Kolkata, Aug 8 West Bengal will go for the crucial Assembly elections next year with an almost 17 per cent increase in the number of polling booths than during the 2024 Lok Sabha polls and the 2021 West Bengal Assembly elections.
An insider from the office of the Chief Electoral Officer (CEO) said that the polling in the previous two elections was conducted with a total network of 80,680 booths.
However, insiders added that the 2026 Assembly elections will be with a network of a little over 94,000 booths, a 16.50 per cent rise over the number of booths in the previous polls.
Explaining the reason behind the increase in the number of booths, the CEO office insiders said that as per the directive of the Election Commission of India (ECI), this time the total number of voters in a single booth should not exceed 1,200, and hence, to accommodate that, the number of booths had to be increased.
The insiders said that all the political parties in the state have been updated about the increase in the number of polling booths.
On Thursday evening, the CEO’s office had communicated to the ECI that the ground work was ready to begin the process of the Special Intensive Revision (SIR) in the state.
The communication on this count was sent to the ECI’s headquarters in Delhi after the CEO’s office compiled the reports sent by different district election officers on the ground-level preparedness for the SIR at respective districts.
The last time that SIR was conducted in West Bengal was in 2002.
During the current year, the SIR process has been completed recently in neighbouring Bihar, where the polls are scheduled later this year.
The SIR in West Bengal is expected to start anytime now amid the continuing political slugfest over the exercise.
On one hand, the ruling Trinamool Congress has described the revision exercise as a ploy by the BJP to slap the NRC in West Bengal. The Trinamool Congress had also accused ECI of operating on the behest of the BJP to ensure the latter’s victory in the Assembly elections.
On the other hand, the BJP had claimed that the Trinamool Congress and Chief Minister Mamata Banerjee were opposing the SIR out of fear that names of many illegal Rohingya and Bangladeshi infiltrators would be deleted from the list following the revision exercise.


* Task to complete
Would you retype the whole listing verbatim, keeping pictures out of it?

---

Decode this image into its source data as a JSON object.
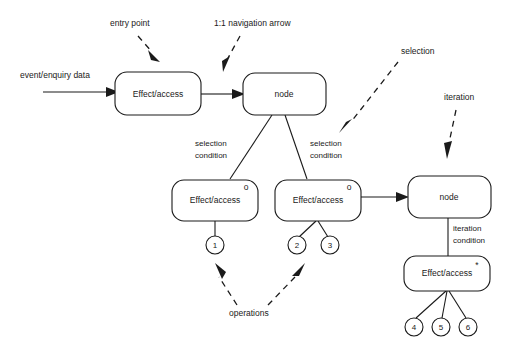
{
  "diagram": {
    "boxes": [
      {
        "id": "effect-access-1",
        "label": "Effect/access",
        "marker": "",
        "x": 115,
        "y": 72,
        "w": 86,
        "h": 43
      },
      {
        "id": "node-1",
        "label": "node",
        "marker": "",
        "x": 243,
        "y": 73,
        "w": 83,
        "h": 42
      },
      {
        "id": "effect-access-2",
        "label": "Effect/access",
        "marker": "o",
        "x": 172,
        "y": 180,
        "w": 86,
        "h": 41
      },
      {
        "id": "effect-access-3",
        "label": "Effect/access",
        "marker": "o",
        "x": 275,
        "y": 180,
        "w": 86,
        "h": 41
      },
      {
        "id": "node-2",
        "label": "node",
        "marker": "",
        "x": 408,
        "y": 176,
        "w": 83,
        "h": 42
      },
      {
        "id": "effect-access-4",
        "label": "Effect/access",
        "marker": "*",
        "x": 404,
        "y": 256,
        "w": 86,
        "h": 35
      }
    ],
    "operation_circles": [
      {
        "id": "op-1",
        "label": "1",
        "cx": 215,
        "cy": 245,
        "r": 9
      },
      {
        "id": "op-2",
        "label": "2",
        "cx": 297,
        "cy": 245,
        "r": 9
      },
      {
        "id": "op-3",
        "label": "3",
        "cx": 330,
        "cy": 245,
        "r": 9
      },
      {
        "id": "op-4",
        "label": "4",
        "cx": 414,
        "cy": 327,
        "r": 9
      },
      {
        "id": "op-5",
        "label": "5",
        "cx": 441,
        "cy": 327,
        "r": 9
      },
      {
        "id": "op-6",
        "label": "6",
        "cx": 468,
        "cy": 327,
        "r": 9
      }
    ],
    "flow_labels": [
      {
        "id": "input-data",
        "text": "event/enquiry data",
        "x": 20,
        "y": 78
      }
    ],
    "edge_labels": [
      {
        "id": "selection-condition-left",
        "line1": "selection",
        "line2": "condition",
        "x": 195,
        "y": 146
      },
      {
        "id": "selection-condition-right",
        "line1": "selection",
        "line2": "condition",
        "x": 310,
        "y": 146
      },
      {
        "id": "iteration-condition",
        "line1": "iteration",
        "line2": "condition",
        "x": 443,
        "y": 231
      }
    ],
    "annotations": [
      {
        "id": "entry-point",
        "text": "entry point",
        "x": 110,
        "y": 26
      },
      {
        "id": "one-to-one-navigation-arrow",
        "text": "1:1 navigation arrow",
        "x": 214,
        "y": 26
      },
      {
        "id": "selection",
        "text": "selection",
        "x": 401,
        "y": 54
      },
      {
        "id": "iteration",
        "text": "iteration",
        "x": 444,
        "y": 100
      },
      {
        "id": "operations",
        "text": "operations",
        "x": 229,
        "y": 316
      }
    ],
    "colors": {
      "stroke": "#1a1a1a",
      "fill": "#ffffff",
      "background": "#ffffff"
    }
  }
}
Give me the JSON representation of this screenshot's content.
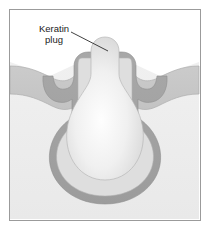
{
  "figure": {
    "frame": {
      "border_color": "#9b9b9b",
      "background_color": "#ffffff"
    },
    "labels": [
      {
        "name": "keratin-plug-label",
        "line1": "Keratin",
        "line2": "plug",
        "leader_line": true
      }
    ],
    "regions": [
      {
        "name": "epidermis",
        "color": "#c9c9c9"
      },
      {
        "name": "dermis",
        "color": "#eeeeee"
      },
      {
        "name": "follicle-wall",
        "color": "#a3a3a3"
      },
      {
        "name": "follicle-lumen",
        "color": "#dcdcdc"
      },
      {
        "name": "keratin-plug",
        "color": "#f2f2f2"
      }
    ],
    "colors": {
      "outline": "#8c8c8c",
      "epidermis": "#c9c9c9",
      "dermis": "#eeeeee",
      "follicle_wall": "#a3a3a3",
      "lumen": "#dcdcdc",
      "plug_core": "#fdfdfd",
      "plug_edge": "#d6d6d6",
      "label": "#1a1a1a",
      "leader": "#2b2b2b"
    }
  }
}
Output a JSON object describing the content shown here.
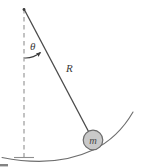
{
  "figure": {
    "type": "physics-diagram",
    "background_color": "#ffffff",
    "width": 141,
    "height": 168
  },
  "labels": {
    "angle": "θ",
    "radius": "R",
    "mass": "m"
  },
  "colors": {
    "rod_line": "#4a4a4a",
    "dashed_line": "#9a9a9a",
    "arc_path": "#6e6e6e",
    "angle_arc": "#3c3c3c",
    "bob_fill": "#c9c9c9",
    "bob_stroke": "#6b6b6b",
    "text": "#3a3a3a",
    "artifact": "#5a5a5a"
  },
  "geometry": {
    "pivot": {
      "x": 24,
      "y": 9
    },
    "bob_center": {
      "x": 93,
      "y": 140
    },
    "bob_radius": 10,
    "vertical_reference": {
      "x": 24,
      "y_top": 9,
      "y_bottom": 160
    },
    "baseline_tick": {
      "x1": 14,
      "x2": 34,
      "y": 157
    },
    "angle_label_pos": {
      "x": 30,
      "y": 50
    },
    "radius_label_pos": {
      "x": 66,
      "y": 72
    },
    "swing_arc": {
      "start_x": 2,
      "start_y": 157,
      "end_x": 133,
      "end_y": 112
    },
    "angle_from_vertical_deg": 28
  }
}
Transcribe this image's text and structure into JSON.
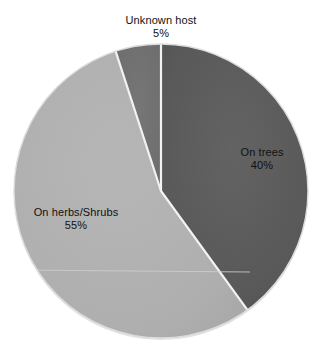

---

* Task result
Decode this image into its source data as a JSON object.
{
  "diagram": {
    "boxes": [
      {
        "id": "effect-access-1",
        "label": "Effect/access",
        "marker": "",
        "x": 115,
        "y": 72,
        "w": 86,
        "h": 43
      },
      {
        "id": "node-1",
        "label": "node",
        "marker": "",
        "x": 243,
        "y": 73,
        "w": 83,
        "h": 42
      },
      {
        "id": "effect-access-2",
        "label": "Effect/access",
        "marker": "o",
        "x": 172,
        "y": 180,
        "w": 86,
        "h": 41
      },
      {
        "id": "effect-access-3",
        "label": "Effect/access",
        "marker": "o",
        "x": 275,
        "y": 180,
        "w": 86,
        "h": 41
      },
      {
        "id": "node-2",
        "label": "node",
        "marker": "",
        "x": 408,
        "y": 176,
        "w": 83,
        "h": 42
      },
      {
        "id": "effect-access-4",
        "label": "Effect/access",
        "marker": "*",
        "x": 404,
        "y": 256,
        "w": 86,
        "h": 35
      }
    ],
    "operation_circles": [
      {
        "id": "op-1",
        "label": "1",
        "cx": 215,
        "cy": 245,
        "r": 9
      },
      {
        "id": "op-2",
        "label": "2",
        "cx": 297,
        "cy": 245,
        "r": 9
      },
      {
        "id": "op-3",
        "label": "3",
        "cx": 330,
        "cy": 245,
        "r": 9
      },
      {
        "id": "op-4",
        "label": "4",
        "cx": 414,
        "cy": 327,
        "r": 9
      },
      {
        "id": "op-5",
        "label": "5",
        "cx": 441,
        "cy": 327,
        "r": 9
      },
      {
        "id": "op-6",
        "label": "6",
        "cx": 468,
        "cy": 327,
        "r": 9
      }
    ],
    "flow_labels": [
      {
        "id": "input-data",
        "text": "event/enquiry data",
        "x": 20,
        "y": 78
      }
    ],
    "edge_labels": [
      {
        "id": "selection-condition-left",
        "line1": "selection",
        "line2": "condition",
        "x": 195,
        "y": 146
      },
      {
        "id": "selection-condition-right",
        "line1": "selection",
        "line2": "condition",
        "x": 310,
        "y": 146
      },
      {
        "id": "iteration-condition",
        "line1": "iteration",
        "line2": "condition",
        "x": 443,
        "y": 231
      }
    ],
    "annotations": [
      {
        "id": "entry-point",
        "text": "entry point",
        "x": 110,
        "y": 26
      },
      {
        "id": "one-to-one-navigation-arrow",
        "text": "1:1 navigation arrow",
        "x": 214,
        "y": 26
      },
      {
        "id": "selection",
        "text": "selection",
        "x": 401,
        "y": 54
      },
      {
        "id": "iteration",
        "text": "iteration",
        "x": 444,
        "y": 100
      },
      {
        "id": "operations",
        "text": "operations",
        "x": 229,
        "y": 316
      }
    ],
    "colors": {
      "stroke": "#1a1a1a",
      "fill": "#ffffff",
      "background": "#ffffff"
    }
  }
}
Give me the JSON representation of this screenshot's content.
{
  "figure": {
    "frame": {
      "border_color": "#9b9b9b",
      "background_color": "#ffffff"
    },
    "labels": [
      {
        "name": "keratin-plug-label",
        "line1": "Keratin",
        "line2": "plug",
        "leader_line": true
      }
    ],
    "regions": [
      {
        "name": "epidermis",
        "color": "#c9c9c9"
      },
      {
        "name": "dermis",
        "color": "#eeeeee"
      },
      {
        "name": "follicle-wall",
        "color": "#a3a3a3"
      },
      {
        "name": "follicle-lumen",
        "color": "#dcdcdc"
      },
      {
        "name": "keratin-plug",
        "color": "#f2f2f2"
      }
    ],
    "colors": {
      "outline": "#8c8c8c",
      "epidermis": "#c9c9c9",
      "dermis": "#eeeeee",
      "follicle_wall": "#a3a3a3",
      "lumen": "#dcdcdc",
      "plug_core": "#fdfdfd",
      "plug_edge": "#d6d6d6",
      "label": "#1a1a1a",
      "leader": "#2b2b2b"
    }
  }
}
Output a JSON object describing the content shown here.
{
  "figure": {
    "type": "physics-diagram",
    "background_color": "#ffffff",
    "width": 141,
    "height": 168
  },
  "labels": {
    "angle": "θ",
    "radius": "R",
    "mass": "m"
  },
  "colors": {
    "rod_line": "#4a4a4a",
    "dashed_line": "#9a9a9a",
    "arc_path": "#6e6e6e",
    "angle_arc": "#3c3c3c",
    "bob_fill": "#c9c9c9",
    "bob_stroke": "#6b6b6b",
    "text": "#3a3a3a",
    "artifact": "#5a5a5a"
  },
  "geometry": {
    "pivot": {
      "x": 24,
      "y": 9
    },
    "bob_center": {
      "x": 93,
      "y": 140
    },
    "bob_radius": 10,
    "vertical_reference": {
      "x": 24,
      "y_top": 9,
      "y_bottom": 160
    },
    "baseline_tick": {
      "x1": 14,
      "x2": 34,
      "y": 157
    },
    "angle_label_pos": {
      "x": 30,
      "y": 50
    },
    "radius_label_pos": {
      "x": 66,
      "y": 72
    },
    "swing_arc": {
      "start_x": 2,
      "start_y": 157,
      "end_x": 133,
      "end_y": 112
    },
    "angle_from_vertical_deg": 28
  }
}
Transcribe this image's text and structure into JSON.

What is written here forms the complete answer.